Separate Individual Contribution from Luck and Circumstance

I once read that intelligence is the ability to keep two contradictory ideas in mind at the same time. As I re-read Moneyball, I initially thought I’d found a major contradiction but then realized I might just be dealing with great intelligence.

Bean and his lieutenants were major proponents of using statistics to make decisions about players rather than intuitive judgements about how the players “looked.”  But, they also point out that statistics were imperfect, as they can be influenced by luck and circumstance.  A pitcher can have a high earned run average because he gets called in when the bases are loaded.  A batter may hit an abnormally higher (or lower) number of home runs one year completely due to random variation (call it luck, if you will).

You can think of similar situations in business.  A sales person does not make her quota because the product is not competitive.  A CEO makes millions of dollars on restricted stock because the overall market goes on a tear, even though his particular business is doing no better than average.  The proponent of a new, innovative product is shown the door when it fails, despite the fact the eventual outcome was unknowable at the start.

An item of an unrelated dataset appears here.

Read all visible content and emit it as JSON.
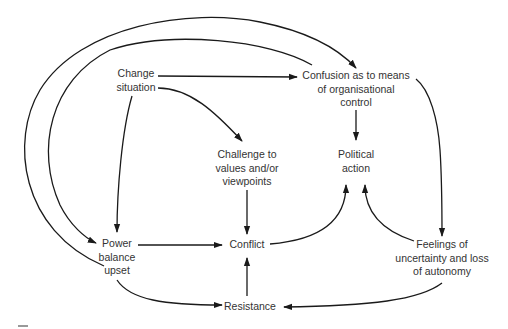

A manager once told me that in the face of a bad situation, the best I could do was demonstrate to my company’s leadership that even though the outcome wasn’t what we hoped, they couldn’t think of a better approach.  In his book, Lewis quotes Paul DePodesta, Bean’s assistant GM, as saying “it’s looking at a process rather than outcomes.  Too many people make decision based on outcomes rather than process.”  It almost seems as if he is advocating overlooking the statistics!

We live in era where the dominant theme is accountability.  We do not want excuses from our executives, we want successful outcomes.  A measure of our own aptitude, however, may be the extent to which we know when to judge others’ work based on outcomes and when to base it on the process they used.